Another powerful performance was by Melissa Noriega, who addressed growing up in a city near the border where drugs were prominent. The audience played along with her swift, flowing rhythm by snapping their fingers, especially when she said, “The drugs fed you when there’s nothing to eat.” After a lengthy, thorough list of all the places she associated with drugs — “brown paper bags, sandwich bags, school lockers, top of the drawer” — she climactically ended the poem with “Power is within and not given to me by you,” referring to the discrimination that most immigrants face that prevents them from escaping poverty.

While many of the performances evidently portrayed “peligrosa” through assertion and vigor, some performances displayed a softer dimension.

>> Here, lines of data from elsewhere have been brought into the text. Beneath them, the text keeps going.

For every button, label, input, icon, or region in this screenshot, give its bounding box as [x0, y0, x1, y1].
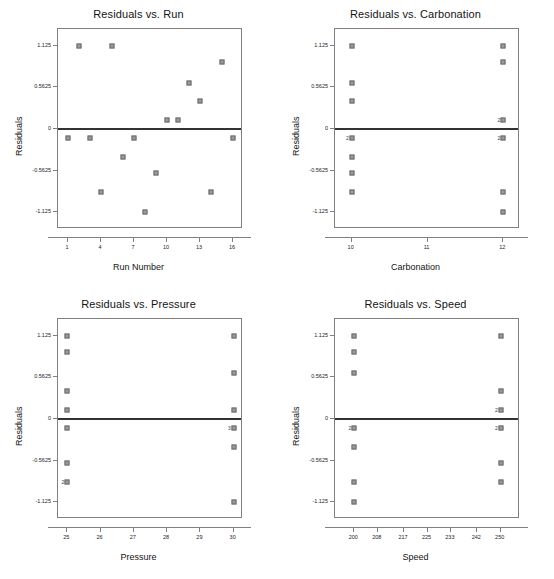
x-tick-label: 27 [130, 534, 136, 540]
x-tick-label: 25 [63, 534, 69, 540]
plot-frame [57, 28, 242, 228]
data-point [65, 389, 70, 394]
data-point [231, 500, 236, 505]
data-point [65, 350, 70, 355]
zero-reference-line [58, 418, 241, 420]
point-overlap-count: 2 [498, 135, 502, 141]
data-point [349, 189, 354, 194]
x-tick-mark [403, 528, 404, 532]
x-tick-label: 1 [65, 244, 68, 250]
x-tick-label: 225 [422, 534, 431, 540]
x-axis-label: Pressure [0, 552, 277, 562]
data-point [209, 189, 214, 194]
zero-reference-line [335, 128, 518, 130]
data-point [98, 189, 103, 194]
x-tick-label: 12 [499, 244, 505, 250]
y-axis-label: Residuals [14, 116, 24, 156]
y-tick-mark [330, 335, 334, 336]
data-point [231, 426, 236, 431]
y-tick-label: 0 [2, 415, 51, 421]
y-tick-mark [53, 45, 57, 46]
y-tick-mark [330, 86, 334, 87]
data-point [76, 43, 81, 48]
data-point [498, 333, 503, 338]
y-tick-mark [53, 128, 57, 129]
y-tick-label: 0.5625 [2, 373, 51, 379]
data-point [65, 461, 70, 466]
zero-reference-line [335, 418, 518, 420]
y-tick-label: 1.125 [2, 332, 51, 338]
x-tick-mark [100, 528, 101, 532]
data-point [65, 407, 70, 412]
y-tick-mark [330, 45, 334, 46]
y-tick-label: -0.5625 [279, 167, 328, 173]
y-axis-label: Residuals [14, 406, 24, 446]
y-tick-label: -1.125 [279, 498, 328, 504]
y-tick-mark [330, 501, 334, 502]
data-point [498, 426, 503, 431]
data-point [231, 370, 236, 375]
data-point [220, 60, 225, 65]
y-tick-mark [53, 211, 57, 212]
x-tick-mark [67, 238, 68, 242]
data-point [498, 479, 503, 484]
x-axis-line [48, 527, 251, 528]
data-point [65, 426, 70, 431]
data-point [131, 136, 136, 141]
data-point [142, 210, 147, 215]
data-point [352, 370, 357, 375]
x-tick-label: 250 [495, 534, 504, 540]
x-tick-mark [377, 528, 378, 532]
y-tick-label: 0 [279, 415, 328, 421]
data-point [165, 117, 170, 122]
data-point [349, 43, 354, 48]
data-point [231, 136, 236, 141]
data-point [87, 136, 92, 141]
x-tick-label: 242 [472, 534, 481, 540]
y-tick-mark [53, 501, 57, 502]
x-tick-label: 13 [196, 244, 202, 250]
x-tick-label: 11 [424, 244, 430, 250]
data-point [501, 189, 506, 194]
y-tick-label: 0.5625 [279, 83, 328, 89]
y-tick-mark [53, 335, 57, 336]
point-overlap-count: 2 [498, 117, 502, 123]
data-point [352, 500, 357, 505]
data-point [498, 389, 503, 394]
plot-frame: 23 [57, 318, 242, 518]
x-tick-mark [500, 528, 501, 532]
y-tick-mark [330, 211, 334, 212]
data-point [498, 407, 503, 412]
plot-frame: 222 [334, 318, 519, 518]
data-point [65, 479, 70, 484]
x-axis-label: Speed [277, 552, 554, 562]
x-tick-mark [166, 238, 167, 242]
point-overlap-count: 2 [349, 425, 353, 431]
panel-residuals-vs-run: Residuals vs. Run Residuals Run Number 1… [0, 0, 277, 289]
point-overlap-count: 2 [495, 425, 499, 431]
y-tick-mark [330, 170, 334, 171]
y-tick-label: 1.125 [279, 332, 328, 338]
chart-title: Residuals vs. Pressure [0, 298, 277, 310]
data-point [198, 99, 203, 104]
x-tick-label: 217 [398, 534, 407, 540]
x-tick-mark [133, 528, 134, 532]
point-overlap-count: 3 [228, 425, 232, 431]
y-tick-mark [330, 128, 334, 129]
y-tick-mark [330, 418, 334, 419]
data-point [231, 407, 236, 412]
data-point [352, 333, 357, 338]
data-point [349, 136, 354, 141]
x-tick-label: 26 [97, 534, 103, 540]
x-tick-mark [427, 238, 428, 242]
x-tick-mark [133, 238, 134, 242]
y-tick-label: 0 [279, 125, 328, 131]
data-point [352, 350, 357, 355]
x-tick-label: 10 [348, 244, 354, 250]
x-tick-label: 28 [163, 534, 169, 540]
x-axis-label: Run Number [0, 262, 277, 272]
data-point [352, 479, 357, 484]
y-tick-label: 0.5625 [279, 373, 328, 379]
x-tick-label: 10 [163, 244, 169, 250]
y-tick-label: -1.125 [279, 208, 328, 214]
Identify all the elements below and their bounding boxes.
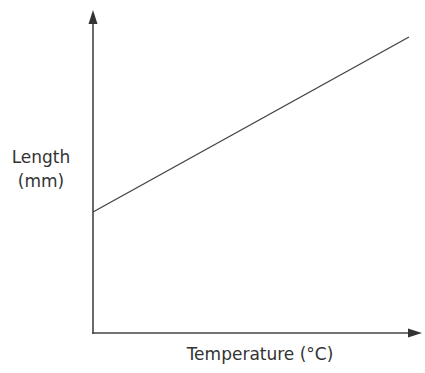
y-axis-arrow-icon xyxy=(89,10,98,24)
data-line xyxy=(93,37,409,212)
x-axis-arrow-icon xyxy=(408,329,422,338)
y-axis xyxy=(89,10,98,334)
y-axis-label-line1: Length xyxy=(0,146,82,168)
x-axis xyxy=(92,329,422,338)
y-axis-label-line2: (mm) xyxy=(0,170,82,192)
x-axis-label: Temperature (°C) xyxy=(160,344,360,364)
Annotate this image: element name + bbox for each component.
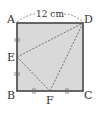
vertex-d-label: D [84,13,93,26]
square-abcd [17,23,83,91]
vertex-c-label: C [84,89,92,102]
dimension-label: 12 cm [36,9,64,19]
vertex-b-label: B [7,89,15,102]
dimension-bracket-left [17,14,36,22]
dimension-bracket-right [64,14,83,22]
vertex-e-label: E [7,51,15,64]
geometry-figure: 12 cm A D E B F C [0,0,98,115]
vertex-f-label: F [46,94,54,107]
vertex-a-label: A [6,13,16,26]
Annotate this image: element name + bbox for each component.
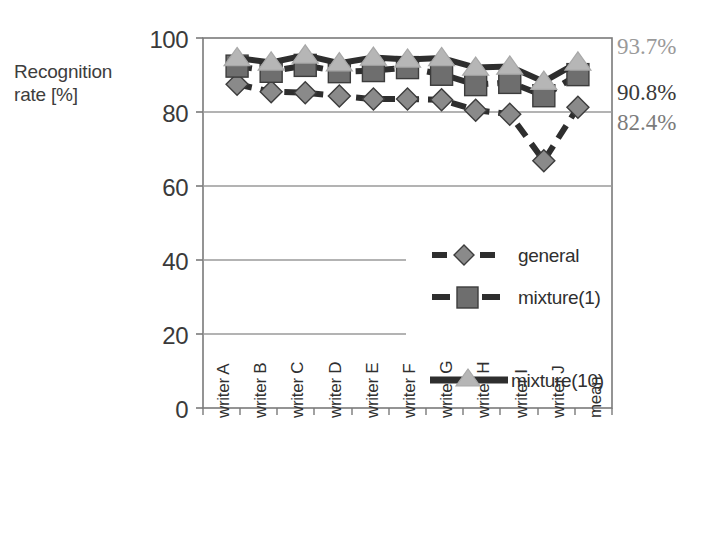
data-point (294, 82, 316, 104)
annotation-mixture10-value: 93.7% (617, 34, 676, 60)
y-axis-ticks (196, 38, 203, 408)
data-point (565, 52, 591, 70)
legend-label-mixture10: mixture(10) (511, 370, 604, 392)
x-tick-writer-e: writer E (363, 363, 383, 418)
data-point (431, 89, 453, 111)
annotation-general-value: 82.4% (617, 110, 676, 136)
legend-marker-mixture1 (457, 287, 478, 308)
x-tick-writer-a: writer A (214, 364, 234, 418)
legend-marker-general (454, 245, 474, 265)
x-tick-writer-b: writer B (251, 363, 271, 418)
plot-svg (0, 0, 703, 533)
data-point (465, 99, 487, 121)
data-point (362, 88, 384, 110)
data-point (465, 74, 487, 96)
x-tick-writer-g: writer G (437, 361, 457, 418)
data-point (260, 81, 282, 103)
x-tick-writer-h: writer H (474, 362, 494, 418)
data-point (397, 88, 419, 110)
recognition-rate-chart: Recognition rate [%] 100 80 60 40 20 0 (0, 0, 703, 533)
x-tick-writer-d: writer D (326, 362, 346, 418)
data-point (431, 63, 453, 85)
annotation-mixture1-value: 90.8% (617, 80, 676, 106)
x-tick-writer-c: writer C (288, 362, 308, 418)
legend-label-general: general (518, 245, 579, 267)
x-tick-writer-f: writer F (400, 364, 420, 418)
data-point (328, 85, 350, 107)
legend-label-mixture1: mixture(1) (518, 287, 601, 309)
series-layer (224, 45, 591, 172)
data-point (499, 103, 521, 125)
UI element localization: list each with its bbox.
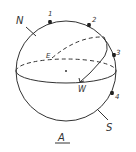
star-icon <box>110 91 114 95</box>
star-label-1: 1 <box>48 10 52 18</box>
figure-title: A <box>57 132 65 143</box>
star-label-2: 2 <box>92 16 97 24</box>
celestial-sphere-diagram: N S E W 1 2 3 4 A <box>0 0 136 152</box>
west-label: W <box>78 85 87 94</box>
star-label-3: 3 <box>116 49 120 57</box>
south-label: S <box>106 122 113 133</box>
north-label: N <box>16 15 24 26</box>
star-icon <box>87 23 91 27</box>
center-dot <box>65 70 67 72</box>
tilted-circle-back <box>52 37 104 58</box>
w-arrowhead <box>79 78 84 82</box>
equator-front <box>16 71 116 83</box>
star-icon <box>48 20 52 24</box>
south-axis-tick <box>98 110 108 120</box>
east-label: E <box>46 52 51 60</box>
star-label-4: 4 <box>115 93 119 101</box>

Yesenia Padilla discussed how she once compared her problems to those underwent by her immigrant parents, who she said “faced real hardship” and whose spirits “remained unbroken.” At one point, she only felt guilt toward her personal difficulties in relation to those experienced by her parents. However, she eventually realized that the “glorification” of her parents’ toils caused her to “detach herself from the severity of her own problems” and that “all struggles are intertwined.”
Poesia Peligrosa innovatively presented poetry as an audacious aesthetic that induces urgency and zeal in a listener. Audience members left the event with the idea that perhaps the world needs “danger” in order to achieve the change we need.